Anonymous wrote:Best part of the article is where someone asks why no one who cleans the classrooms has noticed them. People, I work in a school, and I promise you that no one cleans the classrooms. Someone comes in right after the kids leave and empties the trash and runs a large broom/dry dust mop through one or two of the aisles between the desks and then they leave. It's gross. It gets cleaned in summer and that's it.
Anonymous wrote:My garage has black widows. Hidden Oaks has black widows. Welcome to Virginia. We also have copperheads, brown recluses, and bears. This is not news
Anonymous wrote:Anonymous wrote:Anonymous wrote:My garage has black widows. Hidden Oaks has black widows. Welcome to Virginia. We also have copperheads, brown recluses, and bears. This is not news
Black widows are not native to northern Virginia.
Neither are white Europeans and yet….
Anonymous wrote:Anonymous wrote:Anonymous wrote:My garage has black widows. Hidden Oaks has black widows. Welcome to Virginia. We also have copperheads, brown recluses, and bears. This is not news
Black widows are not native to northern Virginia.
What's your point? Do you think that means it doesn't live here?
Northern Virginia hosts many non-native species that are now well-established. These species have adapted to the region and often outcompete native flora and fauna, disrupting local ecosystems.
To name just a few non-native, but very well-established, plants and animals:
- English Ivy
- Butterfly bush
- Japanese Honeysuckle
- Asian Wisteria
- Multiflora Rose
- Phragmites
- Crepe Myrtle
- Hydrilla
- Spotted Lanternfly
- Emerald Ash Borer
- Gypsy Moth / Spongy Moth
- Northern Snakehead
- Nutria
- Rusty Crayfish
- Zebra Mussel
- Rapa Whelk
- Asian Lady Beetle
- Brown Marmorated Stink Bug
- European Earwig
- Yellow Garden Spider
- European Starling
- House Sparrow
- Mute Swan
- Rock Pigeon
- Callery Pear
- Tree of Heaven
- Norway Maple
- Heavenly Bamboo
Anonymous wrote:Anonymous wrote:My garage has black widows. Hidden Oaks has black widows. Welcome to Virginia. We also have copperheads, brown recluses, and bears. This is not news
Black widows are not native to northern Virginia.
Anonymous wrote:Anonymous wrote:My garage has black widows. Hidden Oaks has black widows. Welcome to Virginia. We also have copperheads, brown recluses, and bears. This is not news
Black widows are not native to northern Virginia.
Anonymous wrote:Anonymous wrote:My garage has black widows. Hidden Oaks has black widows. Welcome to Virginia. We also have copperheads, brown recluses, and bears. This is not news
Black widows are not native to northern Virginia.
Anonymous wrote:Anonymous wrote:Also, it says that these spiders originated from new planters in a courtyard that isn't used by students.
Why do they have a courtyard that isn't used by students? Who is using it?
It's probably enclosed on all sides (interior to building) and is decorative. My middle school had one. They kept a goat in it to mow the lawn and for our amusement. Students didn't access it.
Anonymous wrote:My garage has black widows. Hidden Oaks has black widows. Welcome to Virginia. We also have copperheads, brown recluses, and bears. This is not news
Anonymous wrote:Black widows are not native to this area so it is doubtful that a fairfax county school has a black widow issue.
Black widows are native to the southwest (Texas and New Mexico), west (California and Arizona), and Florida. They reside in really warm states.
Of all the issues going on right now in FCPS, "hiding" a black widow nest is not one of them.
Anonymous wrote:This isn't a story. The spiders were outside and not in an area students can access. The one in the picture isn't even a black widow. Bored busybodies are the only people who would try to make a story out of this.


*Work order:*
Leaving out the pictures, write out exactly each line from the line with "At what (x,y)" through the close of the listing below.

*Source data:*
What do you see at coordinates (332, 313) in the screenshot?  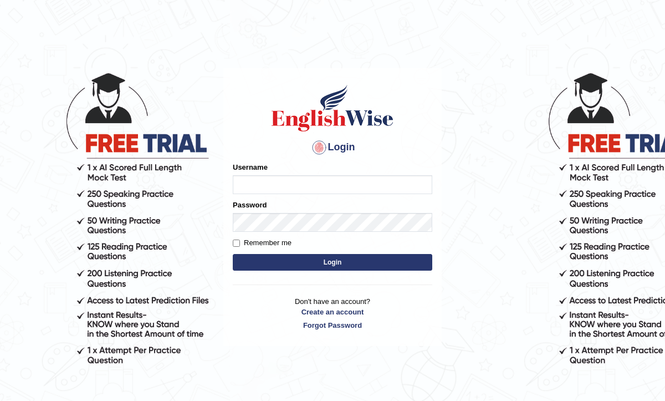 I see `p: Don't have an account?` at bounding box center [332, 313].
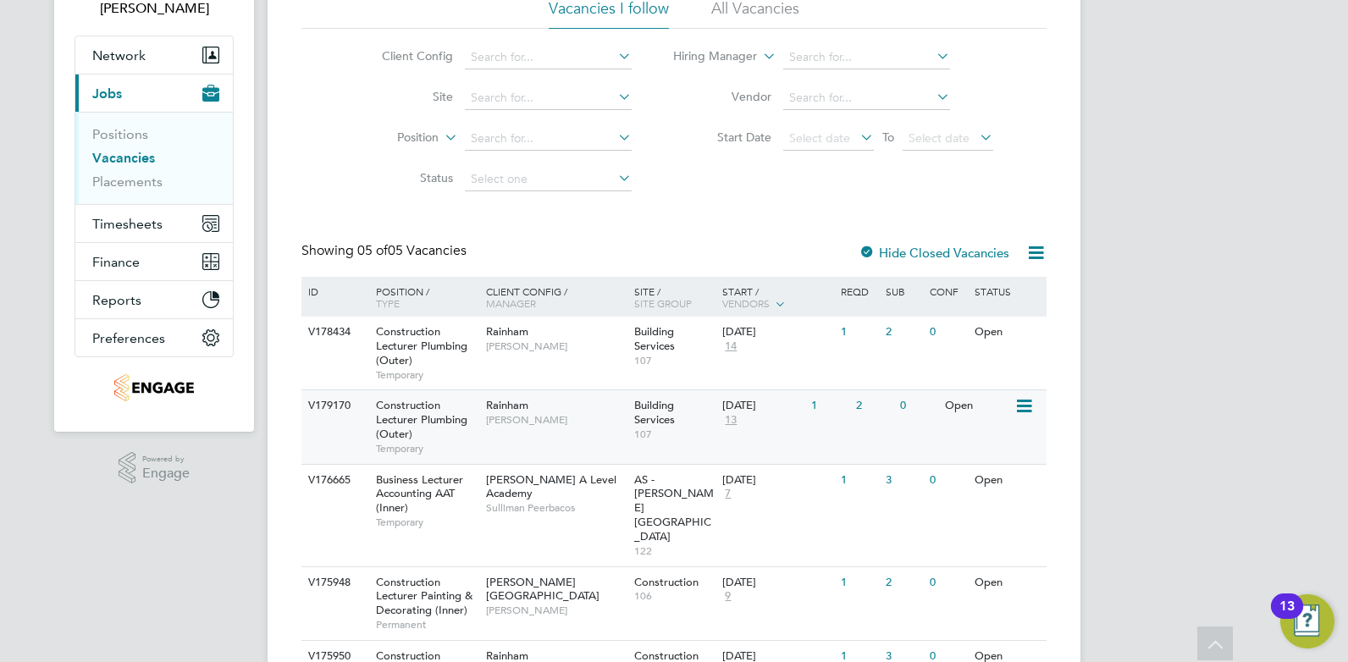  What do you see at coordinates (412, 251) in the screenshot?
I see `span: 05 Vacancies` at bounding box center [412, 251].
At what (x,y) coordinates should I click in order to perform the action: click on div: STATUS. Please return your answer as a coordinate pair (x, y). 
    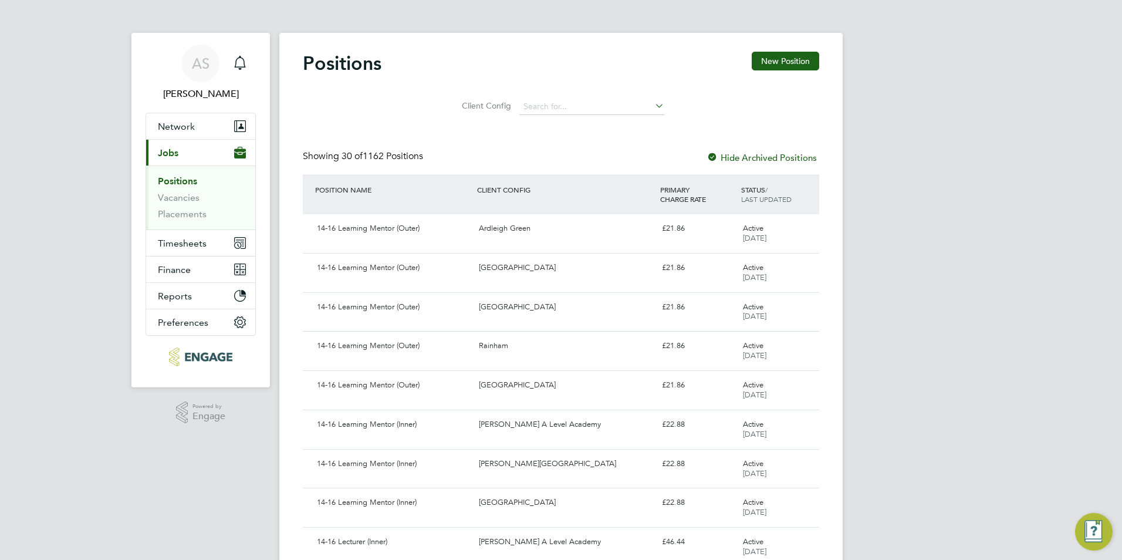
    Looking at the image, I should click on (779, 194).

*Your solution:*
At what (x,y) coordinates should I click in order to perform the action: click on div: STATUS. Please return your answer as a coordinate pair (x, y). 
    Looking at the image, I should click on (779, 194).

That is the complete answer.